PLoS One. 2026 Apr 8;21(4):e0331831. doi: 10.1371/journal.pone.0331831. eCollection 2026.

ABSTRACT

Wildfires pose a major challenge for many nations. Rapid mapping of their extent is key to evaluating their impacts. We present the first operational monthly burned-area processing chain for Indonesia, based on largely automated processing of Sentinel-2 imagery in Google Earth Engine. Our approach uses a Random Forest applied to Sentinel-2 imagery and integrates FIRMS fire hotspots to reduce false positives. The resulting 20-m monthly burned-area maps cover the entire country. From January 2019 to December 2024, fires burned a cumulative 5.62 million hectares (Mha), including 2.92 Mha that burned once and 1.12 Mha that burned multiple times. This represents a total burned extent of 4.04 Mha. Compared to the MCD64A1 product, our dataset detects more burns with higher spatial detail and accuracy. In total, 122,164 hectares of primary humid forest burned, representing 2.2% of the burned area. In 2019 and 2023, fire activity accelerated around July and peaked in September-October, coinciding with Oceanic Niño Index (ONI) values ≥ +0.5 °C and Indian Ocean Dipole (IOD) values ≥ +1.5°C. In contrast, neutral or negative phases from 2020 to 2022 corresponded with minimal burning.
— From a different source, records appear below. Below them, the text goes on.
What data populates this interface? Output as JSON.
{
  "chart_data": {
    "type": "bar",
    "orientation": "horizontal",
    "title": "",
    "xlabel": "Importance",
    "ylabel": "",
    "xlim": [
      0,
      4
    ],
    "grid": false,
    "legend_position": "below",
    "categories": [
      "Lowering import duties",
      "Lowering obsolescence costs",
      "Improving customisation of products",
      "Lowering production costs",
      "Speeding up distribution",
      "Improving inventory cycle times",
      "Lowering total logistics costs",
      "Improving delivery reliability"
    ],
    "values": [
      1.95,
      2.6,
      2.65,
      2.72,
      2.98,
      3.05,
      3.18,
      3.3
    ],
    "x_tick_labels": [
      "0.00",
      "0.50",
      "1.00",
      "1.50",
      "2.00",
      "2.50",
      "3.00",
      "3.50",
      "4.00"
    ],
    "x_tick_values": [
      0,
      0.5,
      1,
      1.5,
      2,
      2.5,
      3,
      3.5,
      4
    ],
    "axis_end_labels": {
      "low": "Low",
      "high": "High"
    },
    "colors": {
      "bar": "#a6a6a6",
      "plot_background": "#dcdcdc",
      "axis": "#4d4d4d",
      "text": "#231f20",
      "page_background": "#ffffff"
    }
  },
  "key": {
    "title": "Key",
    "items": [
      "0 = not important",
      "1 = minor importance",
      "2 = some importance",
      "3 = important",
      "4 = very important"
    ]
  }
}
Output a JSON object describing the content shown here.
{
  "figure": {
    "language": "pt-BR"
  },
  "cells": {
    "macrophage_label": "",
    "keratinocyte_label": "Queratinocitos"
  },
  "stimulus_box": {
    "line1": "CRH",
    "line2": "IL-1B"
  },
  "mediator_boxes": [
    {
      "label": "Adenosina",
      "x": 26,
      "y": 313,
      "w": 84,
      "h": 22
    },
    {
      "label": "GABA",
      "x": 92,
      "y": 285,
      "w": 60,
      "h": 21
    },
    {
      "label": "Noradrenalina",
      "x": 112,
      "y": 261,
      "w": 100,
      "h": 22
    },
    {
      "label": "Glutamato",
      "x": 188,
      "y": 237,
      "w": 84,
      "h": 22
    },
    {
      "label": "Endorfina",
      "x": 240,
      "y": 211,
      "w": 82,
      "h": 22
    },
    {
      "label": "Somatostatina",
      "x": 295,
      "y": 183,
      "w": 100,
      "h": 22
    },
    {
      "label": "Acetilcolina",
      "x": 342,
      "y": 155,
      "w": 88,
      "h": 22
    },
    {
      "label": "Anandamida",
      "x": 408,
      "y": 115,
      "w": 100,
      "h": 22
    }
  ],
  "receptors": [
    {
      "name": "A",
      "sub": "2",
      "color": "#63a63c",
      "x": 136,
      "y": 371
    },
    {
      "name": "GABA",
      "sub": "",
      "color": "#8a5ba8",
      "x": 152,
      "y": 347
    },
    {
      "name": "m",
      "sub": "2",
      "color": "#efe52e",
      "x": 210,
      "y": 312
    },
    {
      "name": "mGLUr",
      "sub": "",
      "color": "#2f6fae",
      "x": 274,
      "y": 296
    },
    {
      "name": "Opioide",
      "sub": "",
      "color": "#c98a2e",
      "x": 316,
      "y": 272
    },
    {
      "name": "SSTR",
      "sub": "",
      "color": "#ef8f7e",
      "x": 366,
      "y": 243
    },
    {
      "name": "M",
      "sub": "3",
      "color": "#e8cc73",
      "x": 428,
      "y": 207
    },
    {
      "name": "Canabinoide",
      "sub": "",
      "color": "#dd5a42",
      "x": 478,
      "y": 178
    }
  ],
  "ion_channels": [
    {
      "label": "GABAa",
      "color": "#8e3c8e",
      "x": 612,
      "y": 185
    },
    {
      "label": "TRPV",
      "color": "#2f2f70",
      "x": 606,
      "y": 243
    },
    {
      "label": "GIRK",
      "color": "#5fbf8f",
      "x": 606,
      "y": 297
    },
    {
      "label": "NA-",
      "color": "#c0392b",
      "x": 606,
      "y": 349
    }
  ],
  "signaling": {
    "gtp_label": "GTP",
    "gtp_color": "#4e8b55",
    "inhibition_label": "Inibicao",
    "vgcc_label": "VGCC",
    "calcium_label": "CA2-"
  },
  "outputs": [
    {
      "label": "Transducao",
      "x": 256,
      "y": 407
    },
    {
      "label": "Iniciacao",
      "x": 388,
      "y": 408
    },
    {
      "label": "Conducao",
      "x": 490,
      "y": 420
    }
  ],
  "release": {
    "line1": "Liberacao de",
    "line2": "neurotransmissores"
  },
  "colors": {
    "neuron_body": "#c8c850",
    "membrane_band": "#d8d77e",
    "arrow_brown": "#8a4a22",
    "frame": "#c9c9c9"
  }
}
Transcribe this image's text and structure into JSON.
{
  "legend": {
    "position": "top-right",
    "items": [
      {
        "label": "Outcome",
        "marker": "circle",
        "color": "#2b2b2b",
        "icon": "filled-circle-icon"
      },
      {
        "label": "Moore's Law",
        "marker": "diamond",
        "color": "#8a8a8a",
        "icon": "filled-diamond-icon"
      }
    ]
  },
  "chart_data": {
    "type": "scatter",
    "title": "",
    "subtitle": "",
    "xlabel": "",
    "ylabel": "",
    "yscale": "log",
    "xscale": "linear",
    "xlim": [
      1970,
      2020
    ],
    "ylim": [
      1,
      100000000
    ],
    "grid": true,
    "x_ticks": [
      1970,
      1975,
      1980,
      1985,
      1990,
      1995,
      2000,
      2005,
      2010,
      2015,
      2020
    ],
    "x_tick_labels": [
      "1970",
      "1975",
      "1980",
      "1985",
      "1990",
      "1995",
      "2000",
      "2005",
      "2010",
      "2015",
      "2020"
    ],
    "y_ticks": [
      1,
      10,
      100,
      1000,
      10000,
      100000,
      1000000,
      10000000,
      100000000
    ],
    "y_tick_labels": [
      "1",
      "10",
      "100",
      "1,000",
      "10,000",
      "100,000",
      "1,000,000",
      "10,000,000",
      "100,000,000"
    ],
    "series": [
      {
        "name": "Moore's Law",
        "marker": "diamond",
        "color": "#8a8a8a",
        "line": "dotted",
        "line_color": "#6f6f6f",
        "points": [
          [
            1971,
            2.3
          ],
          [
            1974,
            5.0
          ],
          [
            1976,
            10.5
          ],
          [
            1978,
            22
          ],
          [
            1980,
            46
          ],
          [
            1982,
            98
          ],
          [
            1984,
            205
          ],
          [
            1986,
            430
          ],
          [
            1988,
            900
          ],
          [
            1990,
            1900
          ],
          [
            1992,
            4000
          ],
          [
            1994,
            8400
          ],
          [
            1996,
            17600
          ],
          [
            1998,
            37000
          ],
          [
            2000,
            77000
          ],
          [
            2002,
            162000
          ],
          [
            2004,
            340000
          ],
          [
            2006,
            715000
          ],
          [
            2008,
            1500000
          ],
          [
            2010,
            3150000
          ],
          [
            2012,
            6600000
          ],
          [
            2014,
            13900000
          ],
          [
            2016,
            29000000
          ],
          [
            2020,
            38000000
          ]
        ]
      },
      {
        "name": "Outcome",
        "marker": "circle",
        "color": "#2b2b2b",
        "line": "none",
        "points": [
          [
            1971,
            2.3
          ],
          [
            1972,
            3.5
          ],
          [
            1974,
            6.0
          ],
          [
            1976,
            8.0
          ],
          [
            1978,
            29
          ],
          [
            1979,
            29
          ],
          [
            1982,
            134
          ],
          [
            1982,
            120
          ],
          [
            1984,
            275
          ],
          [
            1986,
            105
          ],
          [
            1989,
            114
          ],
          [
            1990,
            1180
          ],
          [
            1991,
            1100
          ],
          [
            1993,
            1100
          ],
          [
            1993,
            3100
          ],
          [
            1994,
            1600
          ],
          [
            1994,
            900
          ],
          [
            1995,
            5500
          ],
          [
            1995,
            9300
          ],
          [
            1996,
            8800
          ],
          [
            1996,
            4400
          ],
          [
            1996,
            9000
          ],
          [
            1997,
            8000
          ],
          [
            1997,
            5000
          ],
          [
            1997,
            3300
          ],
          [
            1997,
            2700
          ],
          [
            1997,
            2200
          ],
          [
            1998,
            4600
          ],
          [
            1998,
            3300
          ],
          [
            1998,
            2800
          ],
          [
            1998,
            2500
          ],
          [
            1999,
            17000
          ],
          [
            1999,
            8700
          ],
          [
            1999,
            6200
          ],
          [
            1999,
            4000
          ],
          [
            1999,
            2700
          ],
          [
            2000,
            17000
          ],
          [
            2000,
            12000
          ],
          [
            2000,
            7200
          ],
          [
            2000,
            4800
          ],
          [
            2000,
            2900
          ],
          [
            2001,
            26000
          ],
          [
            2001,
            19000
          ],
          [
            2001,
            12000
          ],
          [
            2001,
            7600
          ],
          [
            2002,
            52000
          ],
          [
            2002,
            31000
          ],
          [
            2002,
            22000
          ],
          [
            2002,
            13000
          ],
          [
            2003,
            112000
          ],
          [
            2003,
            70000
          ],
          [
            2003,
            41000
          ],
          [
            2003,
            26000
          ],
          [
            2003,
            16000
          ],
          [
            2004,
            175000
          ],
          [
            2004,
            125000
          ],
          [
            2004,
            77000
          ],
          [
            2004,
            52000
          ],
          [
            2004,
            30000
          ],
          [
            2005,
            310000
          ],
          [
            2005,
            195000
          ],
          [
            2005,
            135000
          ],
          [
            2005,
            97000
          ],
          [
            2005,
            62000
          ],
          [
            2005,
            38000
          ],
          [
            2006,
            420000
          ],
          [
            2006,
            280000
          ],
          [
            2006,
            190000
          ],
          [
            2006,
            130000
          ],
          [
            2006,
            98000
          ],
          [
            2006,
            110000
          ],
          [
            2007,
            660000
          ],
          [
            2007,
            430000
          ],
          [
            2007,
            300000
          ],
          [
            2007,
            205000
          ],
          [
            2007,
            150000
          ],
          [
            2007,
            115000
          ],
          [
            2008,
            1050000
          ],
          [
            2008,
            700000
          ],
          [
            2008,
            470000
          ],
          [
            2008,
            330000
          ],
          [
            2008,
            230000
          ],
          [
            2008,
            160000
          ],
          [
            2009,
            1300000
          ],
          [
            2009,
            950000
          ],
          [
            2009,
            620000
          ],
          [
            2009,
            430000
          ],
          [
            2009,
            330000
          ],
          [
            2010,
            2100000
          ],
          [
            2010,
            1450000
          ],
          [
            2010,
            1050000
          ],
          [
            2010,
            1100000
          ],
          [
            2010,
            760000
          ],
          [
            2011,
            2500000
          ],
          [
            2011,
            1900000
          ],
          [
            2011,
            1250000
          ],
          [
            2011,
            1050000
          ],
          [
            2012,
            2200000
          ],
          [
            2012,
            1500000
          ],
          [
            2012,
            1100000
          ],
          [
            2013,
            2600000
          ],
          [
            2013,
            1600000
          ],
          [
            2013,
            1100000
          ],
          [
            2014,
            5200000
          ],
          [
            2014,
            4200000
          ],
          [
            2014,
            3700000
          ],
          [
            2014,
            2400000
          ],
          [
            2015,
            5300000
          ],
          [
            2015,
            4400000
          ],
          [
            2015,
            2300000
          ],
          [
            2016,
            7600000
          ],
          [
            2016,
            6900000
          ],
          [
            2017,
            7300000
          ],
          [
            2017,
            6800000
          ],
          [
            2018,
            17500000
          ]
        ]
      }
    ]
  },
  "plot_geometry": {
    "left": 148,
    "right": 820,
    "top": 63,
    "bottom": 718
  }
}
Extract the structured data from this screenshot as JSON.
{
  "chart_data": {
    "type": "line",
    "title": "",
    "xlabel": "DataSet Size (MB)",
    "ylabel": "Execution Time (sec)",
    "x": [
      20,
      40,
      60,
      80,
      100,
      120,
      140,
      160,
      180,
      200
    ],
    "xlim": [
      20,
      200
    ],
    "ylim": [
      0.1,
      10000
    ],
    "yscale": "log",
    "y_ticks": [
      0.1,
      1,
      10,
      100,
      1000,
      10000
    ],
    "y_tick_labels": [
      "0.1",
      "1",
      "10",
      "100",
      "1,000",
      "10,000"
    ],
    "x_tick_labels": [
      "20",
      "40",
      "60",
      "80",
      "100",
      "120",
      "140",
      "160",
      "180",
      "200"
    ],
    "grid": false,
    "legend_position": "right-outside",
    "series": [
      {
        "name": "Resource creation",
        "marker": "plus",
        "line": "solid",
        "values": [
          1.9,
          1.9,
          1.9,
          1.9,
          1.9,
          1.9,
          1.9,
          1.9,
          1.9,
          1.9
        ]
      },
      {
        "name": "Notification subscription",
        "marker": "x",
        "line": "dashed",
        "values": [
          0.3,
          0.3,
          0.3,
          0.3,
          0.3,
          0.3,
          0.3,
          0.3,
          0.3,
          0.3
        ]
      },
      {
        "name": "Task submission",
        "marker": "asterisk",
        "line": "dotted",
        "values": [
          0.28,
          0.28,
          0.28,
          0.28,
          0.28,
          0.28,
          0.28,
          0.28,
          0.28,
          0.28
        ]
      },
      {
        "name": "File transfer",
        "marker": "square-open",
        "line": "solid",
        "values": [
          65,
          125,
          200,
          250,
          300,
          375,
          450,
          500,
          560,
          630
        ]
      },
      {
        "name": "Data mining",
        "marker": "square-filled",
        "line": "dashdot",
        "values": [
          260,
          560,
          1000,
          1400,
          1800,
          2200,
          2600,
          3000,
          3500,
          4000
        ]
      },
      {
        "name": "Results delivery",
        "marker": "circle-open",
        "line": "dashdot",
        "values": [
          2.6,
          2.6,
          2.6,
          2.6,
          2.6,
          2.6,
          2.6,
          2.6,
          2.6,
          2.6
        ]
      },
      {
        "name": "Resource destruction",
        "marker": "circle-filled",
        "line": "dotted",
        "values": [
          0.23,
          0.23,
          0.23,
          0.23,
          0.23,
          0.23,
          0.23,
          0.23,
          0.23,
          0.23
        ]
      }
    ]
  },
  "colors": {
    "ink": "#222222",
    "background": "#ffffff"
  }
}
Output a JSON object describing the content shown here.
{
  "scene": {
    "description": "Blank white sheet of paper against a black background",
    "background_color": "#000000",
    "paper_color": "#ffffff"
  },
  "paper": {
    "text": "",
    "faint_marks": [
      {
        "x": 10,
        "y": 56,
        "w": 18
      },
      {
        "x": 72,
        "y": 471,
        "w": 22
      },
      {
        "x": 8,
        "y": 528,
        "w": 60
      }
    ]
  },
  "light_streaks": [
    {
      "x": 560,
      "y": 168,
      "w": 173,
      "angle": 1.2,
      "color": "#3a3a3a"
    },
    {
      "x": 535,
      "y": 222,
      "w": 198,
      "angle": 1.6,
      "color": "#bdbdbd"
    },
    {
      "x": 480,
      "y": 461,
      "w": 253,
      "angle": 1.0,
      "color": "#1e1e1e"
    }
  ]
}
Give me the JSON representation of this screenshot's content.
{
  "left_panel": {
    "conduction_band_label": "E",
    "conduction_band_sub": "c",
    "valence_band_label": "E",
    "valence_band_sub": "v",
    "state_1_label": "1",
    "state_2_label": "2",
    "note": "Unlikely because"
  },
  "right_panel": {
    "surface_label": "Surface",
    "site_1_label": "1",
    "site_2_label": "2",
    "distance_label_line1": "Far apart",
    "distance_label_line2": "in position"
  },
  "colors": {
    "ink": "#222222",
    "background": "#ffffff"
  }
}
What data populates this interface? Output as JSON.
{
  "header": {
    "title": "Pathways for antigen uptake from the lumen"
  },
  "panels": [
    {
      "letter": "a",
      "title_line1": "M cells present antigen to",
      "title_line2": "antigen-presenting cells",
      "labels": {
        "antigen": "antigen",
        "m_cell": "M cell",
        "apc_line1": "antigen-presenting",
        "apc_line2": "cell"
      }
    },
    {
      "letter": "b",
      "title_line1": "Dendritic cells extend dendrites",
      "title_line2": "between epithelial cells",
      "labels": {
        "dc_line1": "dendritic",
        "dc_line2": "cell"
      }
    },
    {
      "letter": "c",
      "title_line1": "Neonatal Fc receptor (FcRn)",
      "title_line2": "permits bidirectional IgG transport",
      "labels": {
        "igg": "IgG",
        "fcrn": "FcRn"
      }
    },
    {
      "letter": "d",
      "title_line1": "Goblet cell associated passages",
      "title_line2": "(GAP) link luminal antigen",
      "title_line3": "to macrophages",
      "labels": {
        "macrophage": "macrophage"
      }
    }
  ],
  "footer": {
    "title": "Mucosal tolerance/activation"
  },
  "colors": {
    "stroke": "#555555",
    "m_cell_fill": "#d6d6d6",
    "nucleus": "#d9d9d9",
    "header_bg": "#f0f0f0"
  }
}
The year 2024 recorded intermediate fire activity without strong climatic anomalies. These findings confirm that climatic anomalies are associated with fire activity in Indonesia, reaffirming the importance of ONI and IOD for early warning. Our results suggest that prevention efforts are limiting forest fires, as burns in 2019 and 2023 remained lower than during earlier events. Monthly burn-scar updates are available on Nusantara Atlas (www.nusantara-atlas.org), an open-access platform for monitoring deforestation in Southeast Asia.